Complex tissues are composite ecological systems whose components interact with each other to create a unique physiological or pathophysiological state distinct from that found in other tissue microenvironments. To explore this ground yet dynamic state, molecular profiling of bulk tissues and mathematical deconvolution can be jointly used to characterize heterogeneity as an aggregate of molecularly distinct tissue or cell subtypes. We first introduce an efficient and fully unsupervised deconvolution method, namely the Convex Analysis of Mixtures - CAM3.0, that may aid biologists to confirm existing or generate novel scientific hypotheses about complex tissues in many biomedical contexts. We then evaluate the CAM3.0 functional pipelines using both simulations and benchmark data. We also report diverse case studies on bulk tissues with unknown number, proportion and expression patterns of the molecular archetypes. Importantly, these preliminary results support the concept that expression patterns of molecular archetypes often reflect the interactive not individual contributions of many known or novel cell types, and unsupervised deconvolution would be more powerful in uncovering novel multicellular or subcellular archetypes.


2021 ◽  
Author(s):  
Gesa Mackenthun

American national self-invention is fundamentally entwined with cultural constructions of American “prehistory” – the human presence on the continent since the earliest arrivals at least 16,000 years ago. Embattled Excavations offers exemplary readings of the entanglements between reconstructions of the American deep past and racialist ideologies and legal doctrine, with continental expansionism and Manifest Destiny, and with the epistemic and spiritual crisis about the origins of mankind following nineteenth-century discoveries in the fields of geology and evolutionary biology. It argues, from a decolonial perspective, that popular assumptions about the early history of settlement effectively downplay the length and intensity of the Indigenous presence on the continent. Individual chapters critically investigate modern scientific hypotheses about Pleistocene migrations; they follow in the tracks of imperial and transatlantic adventurers in search of Maya ruins and fossil megafauna; and they triangulate colonial and transcultural reconstructions of the events leading to the formation of Crater Lake (Oregon) with previously ignored Indigenous traditions about the ancient cataclysm. The examples show a deep-seated colonial anxiety about America’s foreign pre-colonial past, evinced by popular archaeology’s nervous silencing of Indigenous knowledge – a condition now subject to revision due to a growing Indigenous presence in the discursive field.


Author(s):  
Antonina Bobkova ◽  
Serhii Vitvitskyi ◽  
Andrii Zakharchenko ◽  
Liudmyla Nikolenko ◽  
Anastasiia Katrych

The practical activity of a lawyer involves a comprehensive analysis of various legal situations, the search for optimal ways to resolve them, the use of analogies, generalization, development and substantiation of new legal positions (including based on doctrinal sources), that is, it contains elements of the researcher's work. With this in mind, one of the important components in teaching legal students is the formation of their research competencies.
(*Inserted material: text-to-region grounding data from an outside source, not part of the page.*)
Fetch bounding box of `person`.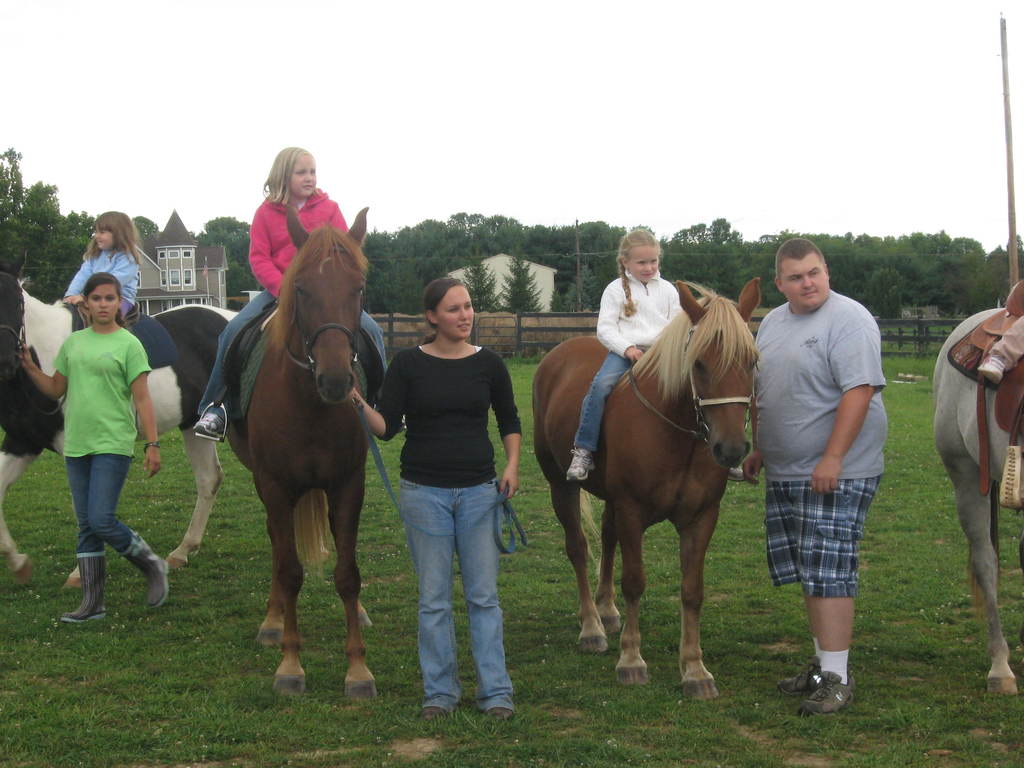
Bbox: 346 278 523 722.
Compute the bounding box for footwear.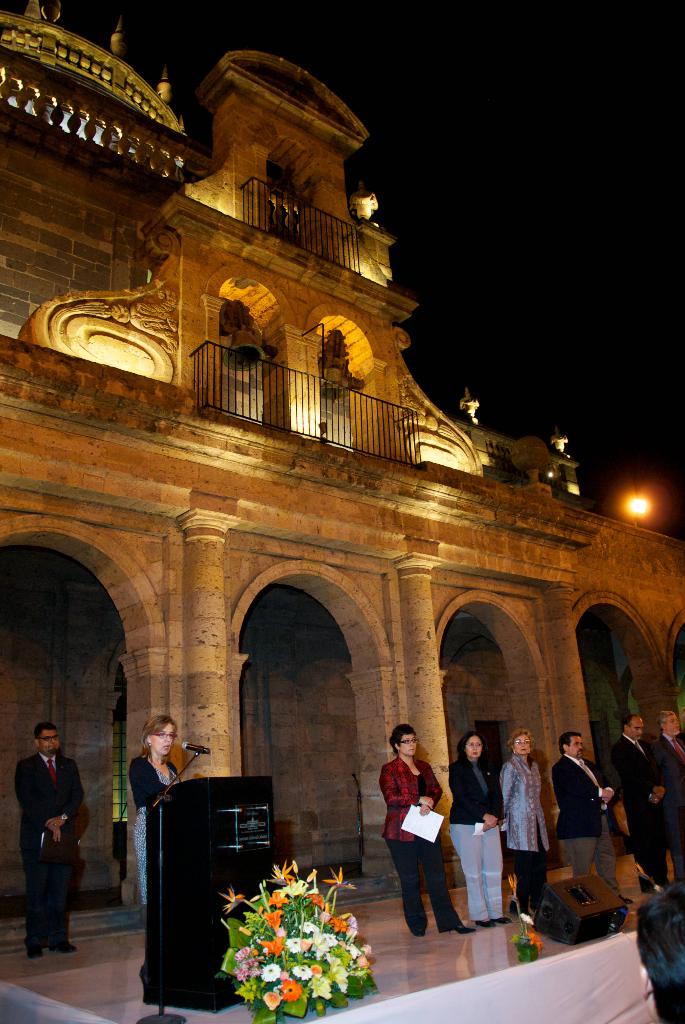
(x1=49, y1=937, x2=77, y2=958).
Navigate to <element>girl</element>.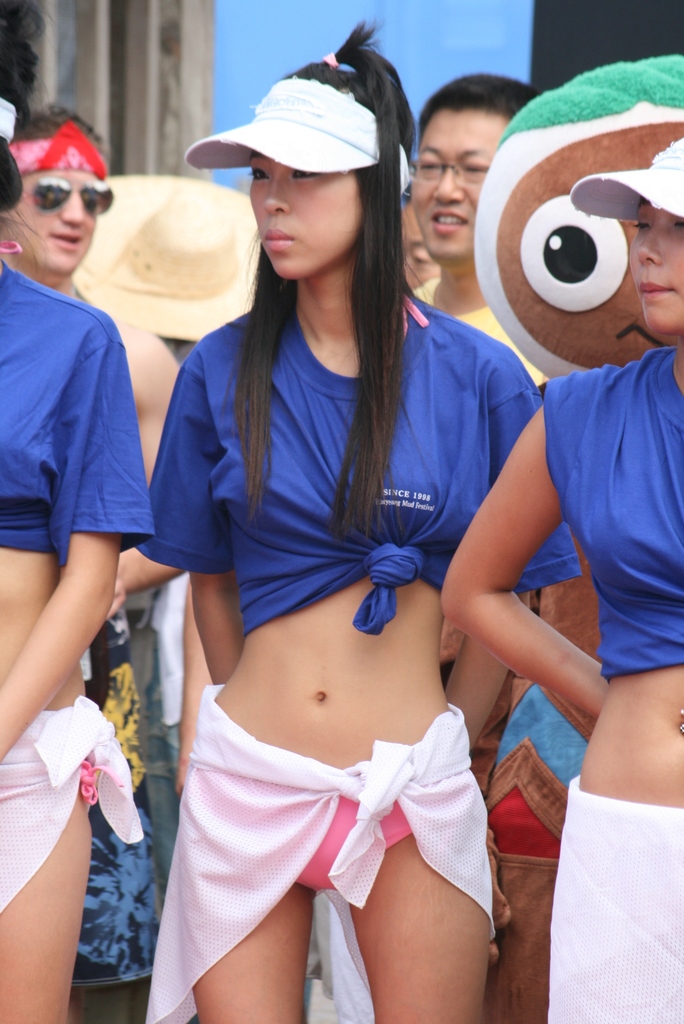
Navigation target: {"left": 443, "top": 136, "right": 683, "bottom": 1023}.
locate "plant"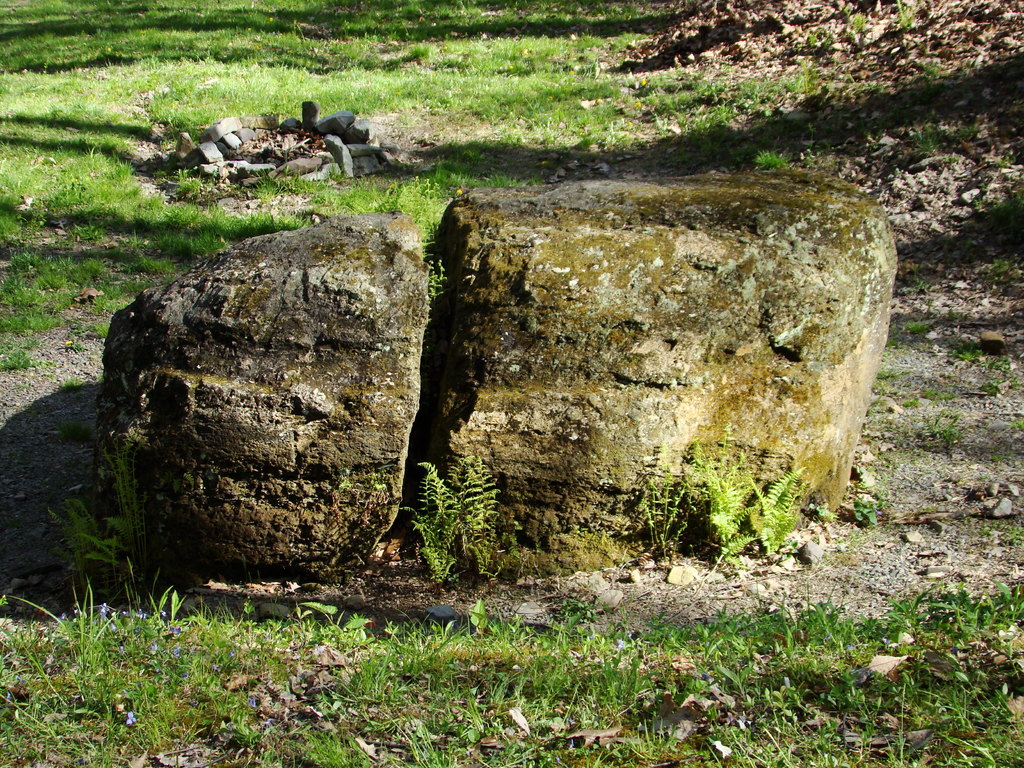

The purpose of this study is to prepare proposals for improving approaches to the formation of scientific research competencies of students of legal specialties. During the research, formal legal, sociological and other methods of scientific knowledge were used. As a result of the study, proposals were substantiated for the formation of scientific research competencies of law students, based on the logic of scientific research in the field of law. These proposals imply consistent training of law students to work with facts of reality, scientific facts, scientific problems and scientific hypotheses, using appropriate methods of scientific knowledge.